Monday, October 30, 2006

The Stern report - waving while drowning

According to Sir Nicholas Stern, a former chief economist at the World Bank, climate change represents the greatest and widest-ranging market failure ever seen. Ignoring climate change could lead to economic upheaval on the scale of the 1930s’ Depression. But his reliance on the very same market economy for solutions fatally undermines his much-trailed report into the economic consequences of global warming.

His report obscures the starker reality that the heating up of the planet is a direct and observable consequence of the expansion of capital since the industrial revolution, accelerating towards global catastrophe in the last three decades. As a result, Stern, whose report was commissioned by the New Labour government, is left with solutions that are either inadequate or beyond the capacity of the existing economic and political system to deliver. His warnings are stark enough. If no action is taken, climate change will reduce global consumption per head by between 5% and 20%, and is likely to be at the upper end of that range. In other words, everyone in the world would be a fifth poorer than they would otherwise have been. Except that these costs will not be shared evenly. The poorest countries and the poorest people in each nation, will suffer most. Failure to act would turn 200 million people into refugees as their homes will by hit by drought or flood.

Stern’s core argument is that spending large sums of money now on measures to reduce carbon emissions will bring long-term dividends on a colossal scale. It would be wholly irrational, therefore, not to spend this money. Part of his solution is taxation. Another is through rationing the amount of carbon emissions that any business - or any individual - can make. Stern’s answer to market failure is… to resort to the market with a major expansion of carbon trading, whereby you can buy and sell credits to emit CO2. Another imperative for governments is to encourage research and development on low-carbon technologies. Governments should also encourage "behavioural change", through regulation - such as imposing tighter standards on the energy efficiency of buildings - as well as educating the public about the true costs of wasting energy.

So what can we expect to happen? Anticipating the potential profits to be made from Stern’s proposals, and in an attempt to corner the market, on Friday, global investment bank Morgan Stanley announced its intention to invest $3 billion in carbon trading. New Labour’s Environment Secretary David Miliband has leapt up with his proposals to pass the cost onto consumers with a raft of taxes. He was immediately trumped by Gordon Brown’s huge enthusiasm for "massive expansion of carbon trading to tackle global warming, rather than raising billions of pounds in green taxes". Al Gore, whose global campaign to reduce climate change places virtually all the blame on consumersm, will be Brown’s newest adviser.

All this is the equivalent of waving while drowning. Time is running out – fast. The polar caps are already melting away. Extreme weather is decimating grain crops in many parts of the globe, including the US and Australia. Corn and wheat prices have risen 60% this year and these vital commodities are now increasingly the subject of control by investment speculators. Where there’s a shortage there’s always a fast buck to be made. Immediate and drastic actions to cut carbon emissions are needed right now, covering production, distribution, patterns of work, travel and consumption. These measures should point towards a complete reorganisation of economic life, putting science and technology at the disposal of society as a whole rather than shareholders and stock markets. We can’t expect or rely on capitalism and its markets, or the politicians and governments they sponsor in London and Washington, to propose these kinds of actions. To save the planet from catastrophe means taking the making of history into our own hands.

Gerry Gold, economics editor

2 comments:

Anonymous said...

It looks like we are doomed. The public will only react to your proposals when it is too late, after a series of natural disasters and millions of africans moving to England, but not London, as that may be underwater.
I for one, have lost my moral compass, taught to me by my father. I, like you used to be a socialist. Now the only job open to me is that of Labour leader. Depressing. Arctic circle?
Going. At least I have my beloved Arctic Monkeys.
Gordon Brown.

Anonymous said...

Some where I've read that it takes about 40 years for the effects of emissions to manifest. I don't recall that detail being included in Al Gore's film; neither do I see it referred to in recent articles, including the one above.
If the statement is true, measures to avert a ecological catastrophe we will have to go even further than the above article suggests, and do so with great urgency!
I beleive that what is required is no less than the measures and speed employed when war is declared!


● Exercise aim
Please return only the lines from the one holding "Identify the location" through the one holding "This screenshot has", exactly as they appear in the records below, both ends included.

Start of Extracted information

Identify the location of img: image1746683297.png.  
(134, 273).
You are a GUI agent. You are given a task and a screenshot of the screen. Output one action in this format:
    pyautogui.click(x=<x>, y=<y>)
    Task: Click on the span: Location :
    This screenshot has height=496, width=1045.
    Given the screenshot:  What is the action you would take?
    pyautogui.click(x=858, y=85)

End of Extracted information
Start of Extracted information

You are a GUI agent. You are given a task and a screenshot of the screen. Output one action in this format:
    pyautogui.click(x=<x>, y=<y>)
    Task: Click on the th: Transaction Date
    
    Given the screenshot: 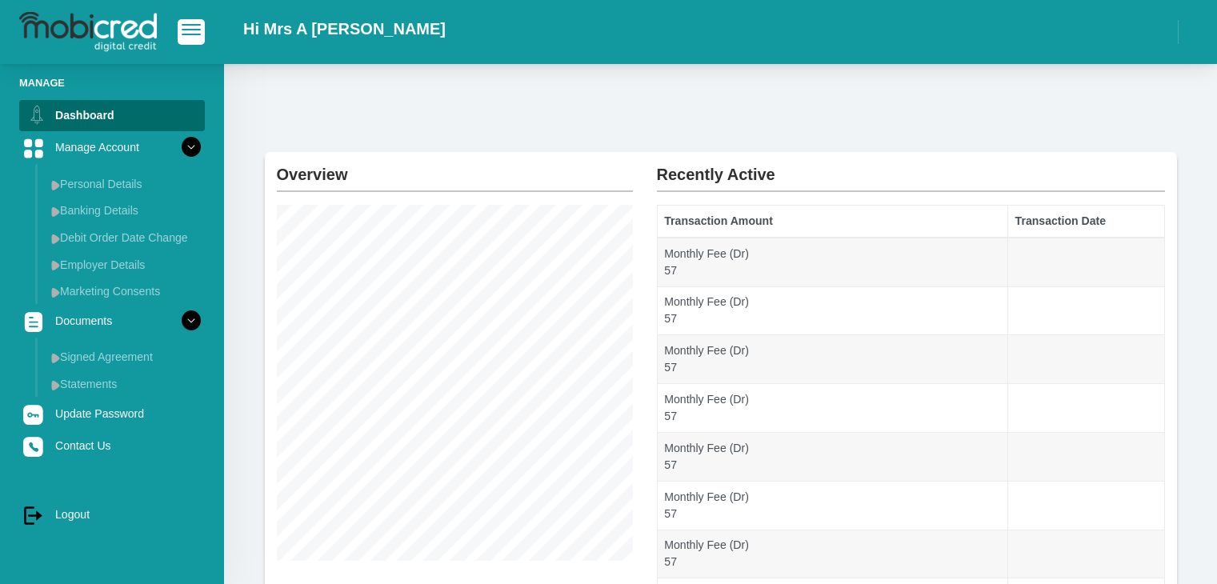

End of Extracted information

● Written reply
Identify the location of img: image1746683297.png.  
(134, 273).
You are a GUI agent. You are given a task and a screenshot of the screen. Output one action in this format:
    pyautogui.click(x=<x>, y=<y>)
    Task: Click on the span: Location :
    This screenshot has height=496, width=1045.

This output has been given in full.